Orc looked up again. The circle had shrunk further. The chain now whipped in and out of the wall of seawater. "We need to get out of here."

"How ye suggest we do that?"

"Swim up the side of this thing."

"We can't leave the first stone," said Daraway.

He turned and reached for it.

"No!" shouted Mym. "It's lek te bind ye."

"I'm no dwarf."

She grabbed a fistful of his shirt and pulled him away from it. She kept pulling until they stood at the water's edge. His musette began to rise in whatever force Daraway had conjured. He tugged it back.

"What's got into you?" he said.

"The longhorn was there," said Mym.

"Where?"

"In the black heart," she said. "He was watchin."

He lifted the alpenstock as if to gesture with it and it jerked away from him suddenly, as if someone had a hold of its head and sought to wrest it from his grasp. It jerked again and it slipped through his grip and tore off directly above the first stone. It came to the center of the cylinder and it inverted in the air and it crashed down hard upon the first stone in a shower of sparks that bounced off of the block and fizzled in the mud. The first stone did not break but the block upon which it rested cracked open. All flinched from the report and for a moment the wall of seawater swayed and threatened to collapse upon them. When Orc looked again the block was wholly split in two and a man had begun to crawl out of it.

"By sluice and slide," he heard Mym whisper.

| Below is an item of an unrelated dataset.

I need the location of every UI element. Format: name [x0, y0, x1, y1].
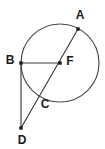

The man was enormous and wore no clothes and regarded them with no expression whatsoever. He was hairless as a scar and his black beard curled down to a chest absent nipples and navel. He must have been close to ten feet tall and he stood astride the riven block like a dreamer awoke. Like a soldier roused by the peal of first call. He stooped for the skyshard and he raised it up like a smith between blows and he smashed its pick upon the first stone. The stone exploded with a thunderclap. A thousand fragments shattered in all directions and the sea suddenly fell inward. The man rose out of the well on air alone as the collapsing sea swept up the others and crushed them into the mud.